C-Tran’s Mill Plain Vine project reached a significant milestone Friday when the Federal Transit Administration announced that it has allocated $24.9 million for the planned bus rapid transit line. The federal funding will cover approximately half of the project’s $50 million cost.
The $24.9 million allocation fully matches what C-Tran had requested for the project. The agency was confident it had a strong application, according to chief external affairs officer Scott Patterson, but the news came much sooner than expected; C-Tran had been hoping to hear back by the end of the year.
“We were surprised but also elated that they’ve announced it as soon as they have,” he said.
Patterson said the agency’s biggest concern was that the funding would be delayed for some reason, which would have pushed back the whole project timeline. But Friday’s announcement means the FTA has committed to having the funding available when construction begins next year.
The project is currently nearing the 60-percent design stage, Patterson said, so the next step will be to hold a workshop where the FTA will review the plans before giving permission to proceed to 100 percent. The workshop will hopefully happen this summer, Patterson said, with the 100-percent design stage targeted for early 2021 and construction breaking ground in the second quarter of the year.
The first Vine route entered service in 2017 and runs along the Fourth Plain corridor between downtown Vancouver and Vancouver Mall. The new line would serve the Mill Plain corridor, running from the same downtown terminus to a new transit center near the Clark College Columbia Tech Center campus.

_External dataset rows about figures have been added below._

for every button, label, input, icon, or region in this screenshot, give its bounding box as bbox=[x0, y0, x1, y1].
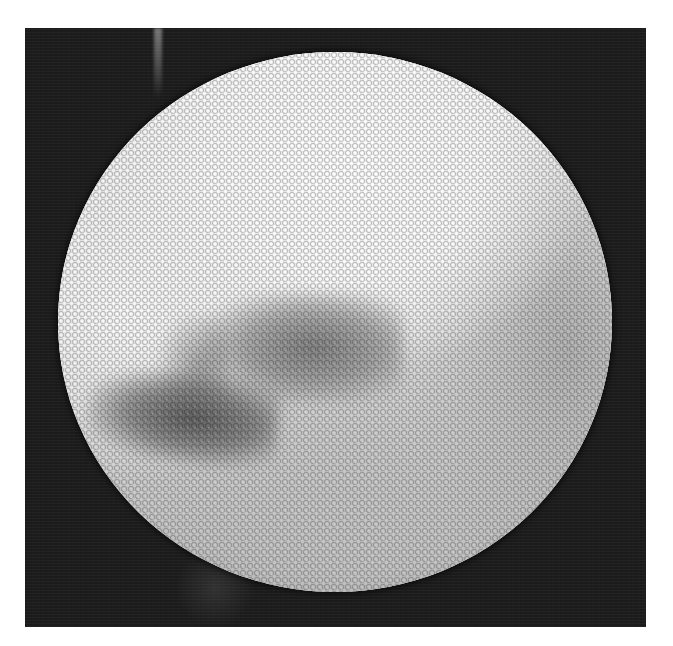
dark-frame bbox=[25, 28, 646, 627]
image-canvas bbox=[0, 0, 673, 646]
vignette-edge bbox=[58, 52, 612, 592]
endoscopic-field-of-view bbox=[58, 52, 612, 592]
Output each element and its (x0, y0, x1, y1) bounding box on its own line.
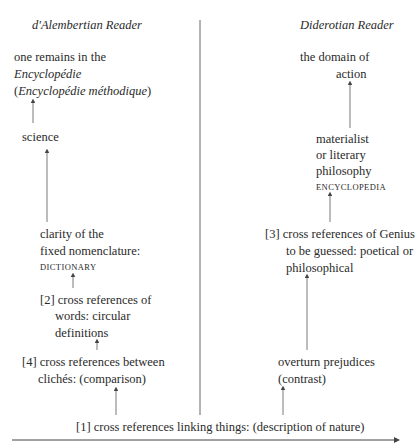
node-encyclopedie-line1: one remains in the (14, 49, 106, 66)
node-genius-line3: philosophical (286, 260, 353, 277)
node-encyclopedie-line2: Encyclopédie (14, 66, 81, 83)
header-diderotian-reader: Diderotian Reader (300, 17, 394, 34)
node-cliches-line1: [4] cross references between (22, 354, 165, 371)
node-philosophy-line3: philosophy (316, 163, 372, 180)
node-encyclopedie-line3: (Encyclopédie méthodique) (14, 83, 151, 100)
node-science: science (22, 129, 59, 146)
header-dalembertian-reader: d'Alembertian Reader (32, 17, 142, 34)
node-genius-line1: [3] cross references of Genius (265, 226, 415, 243)
node-genius-line2: to be guessed: poetical or (286, 243, 413, 260)
node-words-line2: words: circular (55, 308, 130, 325)
node-words-line1: [2] cross references of (40, 292, 151, 309)
node-philosophy-line2: or literary (316, 147, 366, 164)
node-clarity-line1: clarity of the (40, 226, 104, 243)
node-domain-line1: the domain of (300, 49, 369, 66)
node-words-line3: definitions (55, 325, 108, 342)
node-philosophy-line1: materialist (316, 131, 369, 148)
node-domain-line2: action (336, 66, 367, 83)
node-clarity-line2: fixed nomenclature: (40, 243, 140, 260)
tag-dictionary: DICTIONARY (40, 259, 96, 276)
node-prejudices-line2: (contrast) (278, 371, 326, 388)
node-prejudices-line1: overturn prejudices (278, 354, 375, 371)
node-cliches-line2: clichés: (comparison) (38, 371, 146, 388)
node-base-description-of-nature: [1] cross references linking things: (de… (76, 419, 364, 436)
tag-encyclopedia: ENCYCLOPEDIA (316, 179, 386, 196)
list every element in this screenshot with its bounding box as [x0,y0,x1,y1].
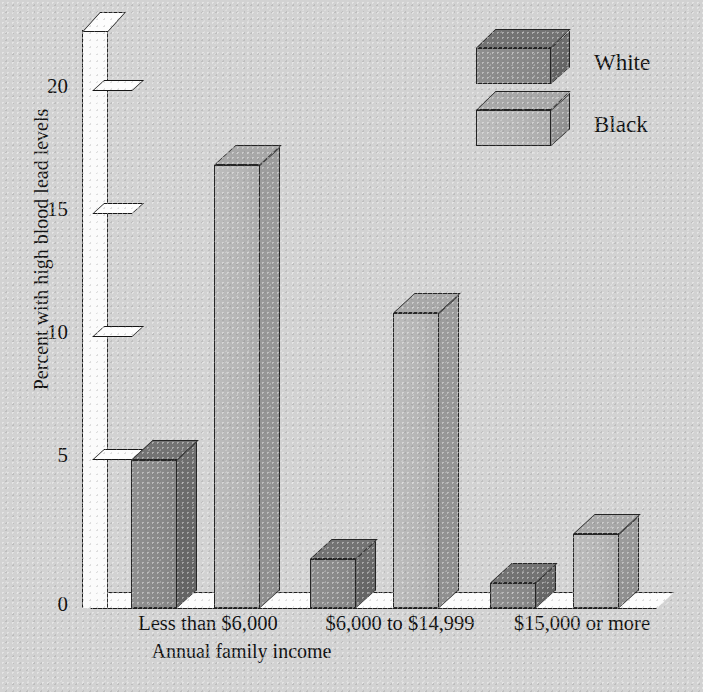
bar-white-15000-or-more[interactable] [490,583,536,608]
bar-black-6000-to-14999[interactable] [393,313,439,608]
bar-front-face [573,534,619,608]
bar-side-face [260,147,280,608]
bar-white-less-than-6000[interactable] [131,460,177,608]
bar-side-face [439,295,459,608]
bar-side-face [177,442,197,608]
legend-swatch-black [476,110,551,146]
chart-canvas: 20 15 10 5 0 Percent with high blood lea… [0,0,703,692]
bar-white-6000-to-14999[interactable] [310,559,356,608]
bar-front-face [393,313,439,608]
y-axis-slab [82,30,108,608]
y-axis-tick-label-5: 5 [34,443,68,468]
bar-black-15000-or-more[interactable] [573,534,619,608]
bar-front-face [131,460,177,608]
y-axis-top-cap [82,12,126,32]
bar-front-face [490,583,536,608]
bar-front-face [214,165,260,608]
legend-label-black: Black [594,112,648,138]
bar-black-less-than-6000[interactable] [214,165,260,608]
legend-swatch-front-face [476,48,551,84]
x-axis-category-1: $6,000 to $14,999 [292,612,508,635]
legend-swatch-front-face [476,110,551,146]
legend-label-white: White [594,50,650,76]
bar-front-face [310,559,356,608]
x-axis-category-0: Less than $6,000 [110,612,306,635]
legend-swatch-white [476,48,551,84]
y-axis-tick-label-0: 0 [34,592,68,617]
x-axis-title-text: Annual family income [152,640,332,662]
x-axis-category-2: $15,000 or more [478,612,686,635]
y-axis-title: Percent with high blood lead levels [30,85,53,415]
x-axis-title: Annual family income [0,640,703,663]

C-Tran began design work on the new line about a year after the first Vine entered service, and Patterson said the process has advanced much faster than the first project, which spent the better part of a decade in development.
“It’s been moving a lot quicker than Fourth Plain,” he said. “We were able to learn a lot of lessons from the Fourth Plain bus rapid transit project.”
The Mill Plain project was able to use existing ridership data from the Mill Plain corridor to qualify for a more streamlined application process, skipping over some of the ridership forecast studies that had to be performed for Fourth Plain. Patterson also cited strong partnerships with local businesses, the city of Vancouver and Clark College as factors that strengthened the project’s application.
The ongoing COVID-19 pandemic has caused significant declines in transit ridership across the country, but that hasn’t slowed down the Mill Plain Vine project. The line is still years away from being operational, and rider demand is expected to rebound in the long run — in fact, Patterson said, it’s already begun to rise again in recent weeks.
The economic impacts of the pandemic are wreaking havoc on municipal government budgets, Patterson said, so there is a risk that the pandemic could cause some transit projects to be delayed as leaders wait to get a full sense of the revenue losses. But in the case of Vine project, C-Tran already has its half of the funding in the bank, he said — the federal funding was the last big piece of the puzzle.
The FTA also announced Friday that it would allocate $100 million to TriMet for a planned extension of the MAX Red Line past Beaverton, Ore.